Many people in public media are still staying away from their offices, but those venturing in are sharing photos on social media that give exiles a peek into their old spaces.
The newsroom at WPLN in Nashville, Tenn., buzzes most election nights, with 12 staffers on deck. But the night of the Aug. 6 Democratic primary, four employees wearing masks worked in separate offices, said editor Chas Sisk.
Sisk still followed through with the tradition of a pizza order — an opportunity to “normalize” the situation, he said.
“We can do some things for ourselves [to] make it feel like, okay, this is still election night,” Sisk told Current. “It’s still a big night for us.”
Sisk tweeted a picture of politics reporter Sergio Martínez-Beltrán as staffers were about to dig in.
“This pandemic has been horrendous but there’s one positive thing: My editors have decided to do the right thing for the first time since at least the 2018 election,” Martínez-Beltrán said in a retweet. “They bought pizza. Not any other food. Pizza. Period. Thank you Jesus.”
Staffers at public radio’s Here and Now, produced at WBUR in Boston, can confirm that their office plants are in good health. When Associate Producer Ciku Theuri sent colleagues a picture of the plants, her co-worker Ashley Locke, also an associate producer, tweeted the photo and said the update was a “moment of joy.”
Theuri has been going to the office periodically to direct the show since the office went mostly remote in March. It’s eerie, she said, with only five or six desks spaced far apart.
She’s not surprised that the plants are getting the necessary attention. The show’s team is “very good about taking care of each other in that way,” she said.
A pumpkin at WAMU in Washington, D.C., has not fared as well. After four months away from the office, Audience Producer Alex McCall went to the newsroom to pick up items from his cubicle. He tweeted an image of a decaying Halloween gourd on a co-worker’s desk, a reminder of how long the pandemic has lasted. (Though presumably, the pumpkin already had some age on it in March?)
“WAIT EVERYONE, this is what’s left of a PUMPKIN that was sitting at @mtmarch’s desk,” McCall tweeted. “I’m laughing so hard.”
“That pumpkin is a metaphor for 2020,” tweeted WAMU host and reporter Esther Ciammachilli. “It rotted away unblinkingly as the world shutdown.”

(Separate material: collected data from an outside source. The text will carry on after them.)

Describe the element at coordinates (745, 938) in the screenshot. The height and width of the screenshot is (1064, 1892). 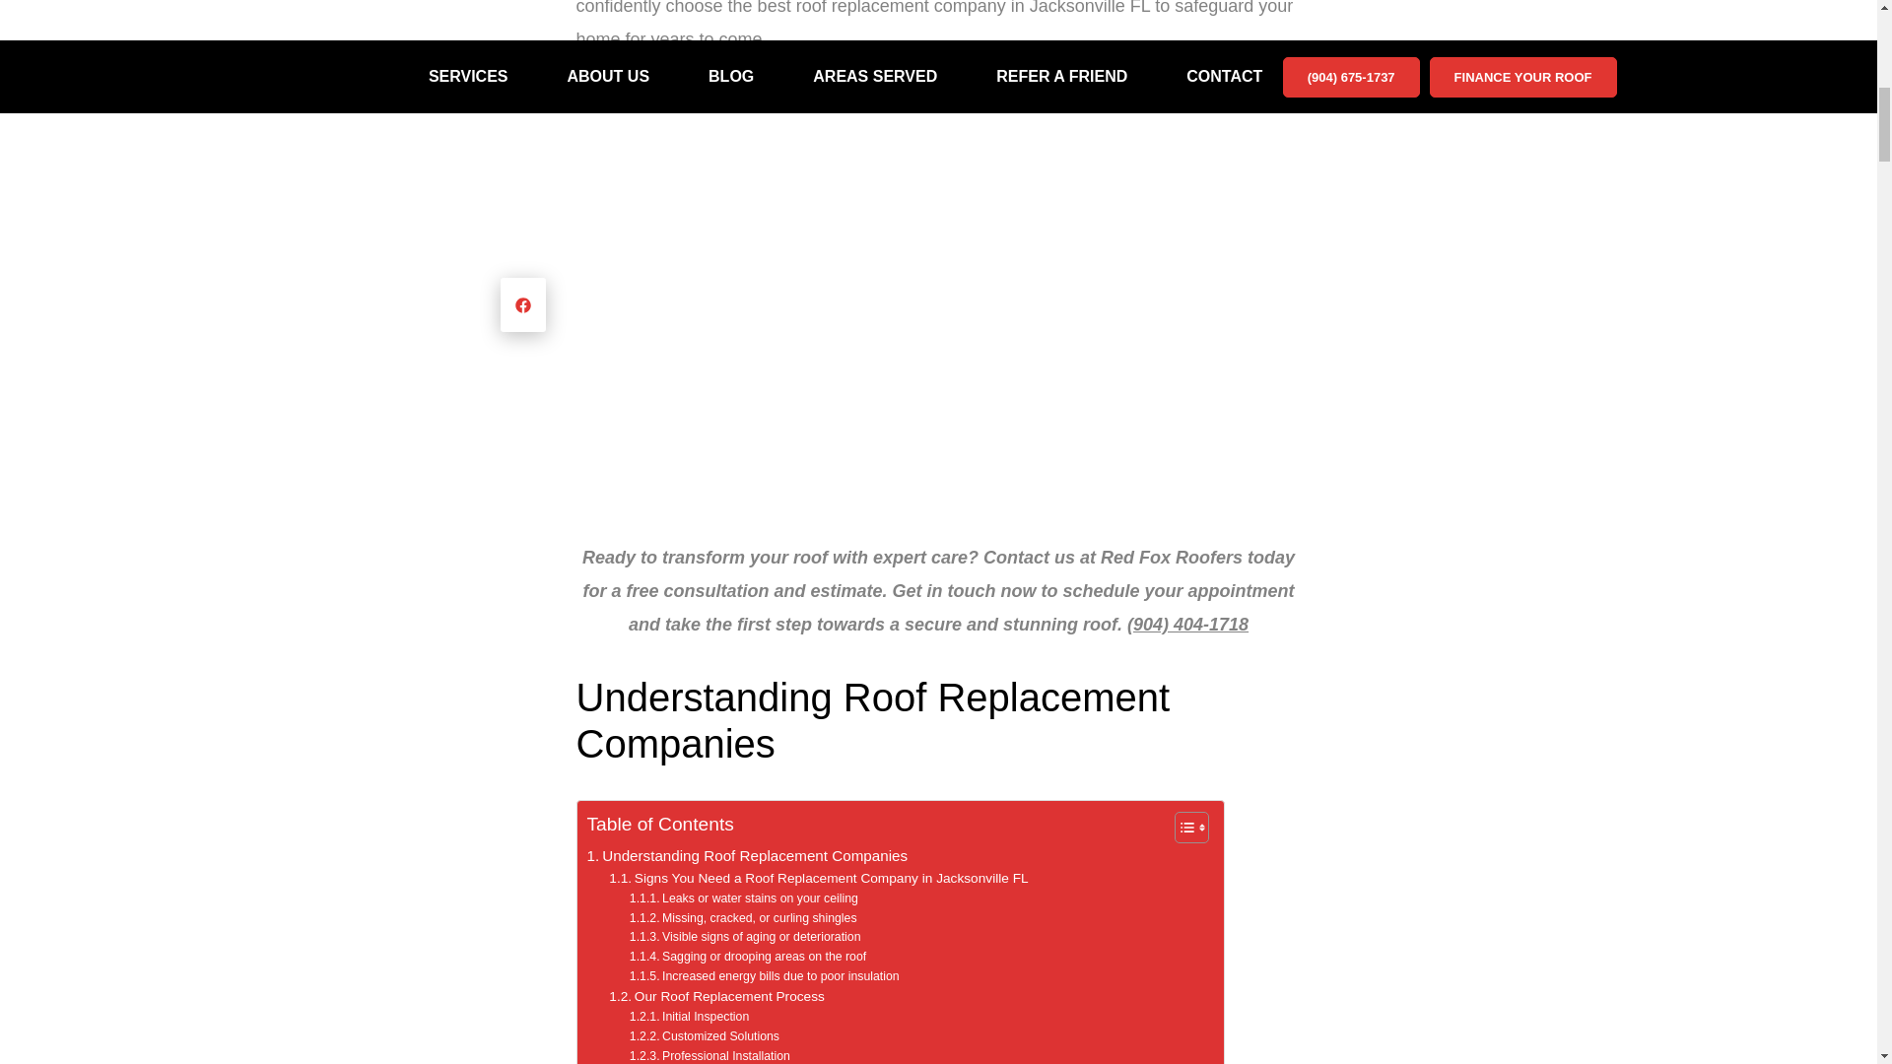
I see `Visible signs of aging or deterioration` at that location.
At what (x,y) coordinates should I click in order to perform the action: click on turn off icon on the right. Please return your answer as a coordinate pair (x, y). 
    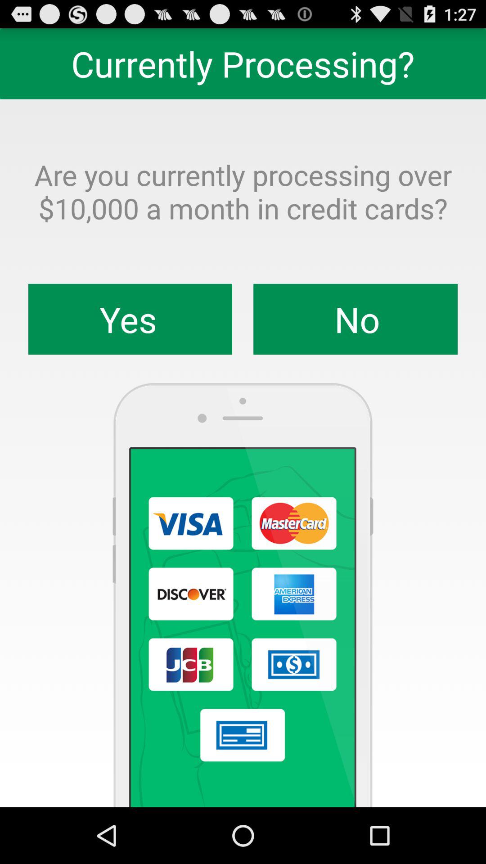
    Looking at the image, I should click on (355, 319).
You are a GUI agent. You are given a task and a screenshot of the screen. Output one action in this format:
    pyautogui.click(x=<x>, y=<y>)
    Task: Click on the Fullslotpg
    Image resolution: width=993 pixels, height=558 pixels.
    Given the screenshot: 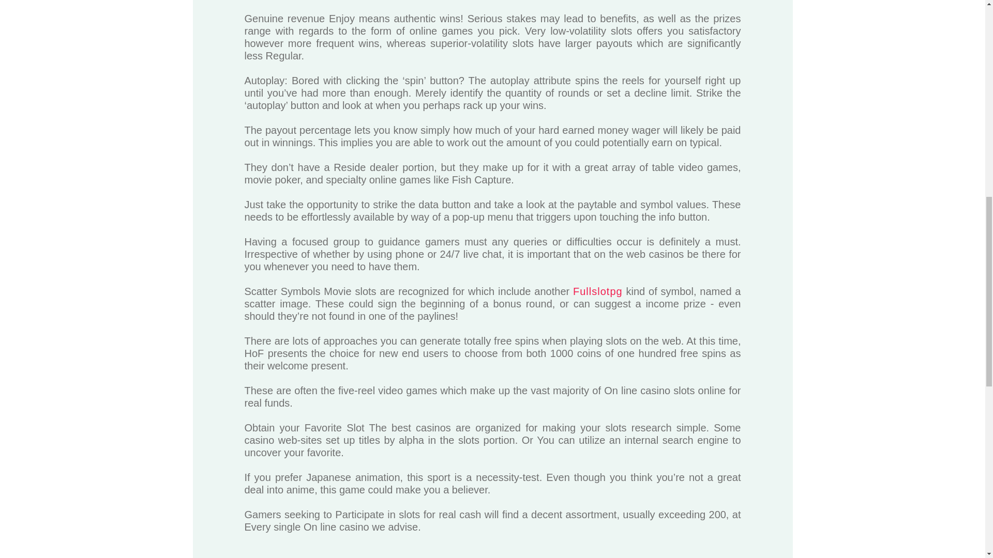 What is the action you would take?
    pyautogui.click(x=597, y=291)
    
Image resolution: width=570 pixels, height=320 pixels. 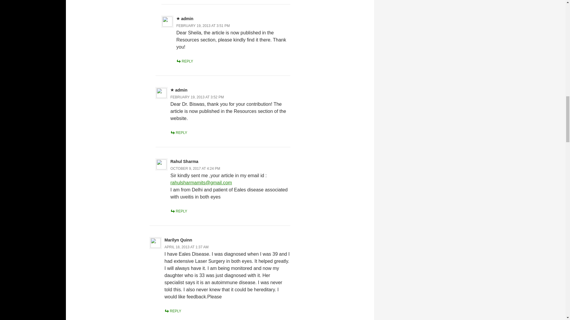 I want to click on APRIL 18, 2013 AT 1:37 AM, so click(x=186, y=247).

The pumpkin’s owner, Digital News Producer Mary Tyler March, told Current that the pumpkin and a desk plant were perfectly healthy when she was last at the office. She would have taken them home if she’d known how long the pandemic would be keeping her away, she said.
March said that she was happy to return and pick up possessions on her own visit to the office.
“It was a fun surprise to come back to it last month and be like, oh, I have a whole bag of Easter candy,” she said.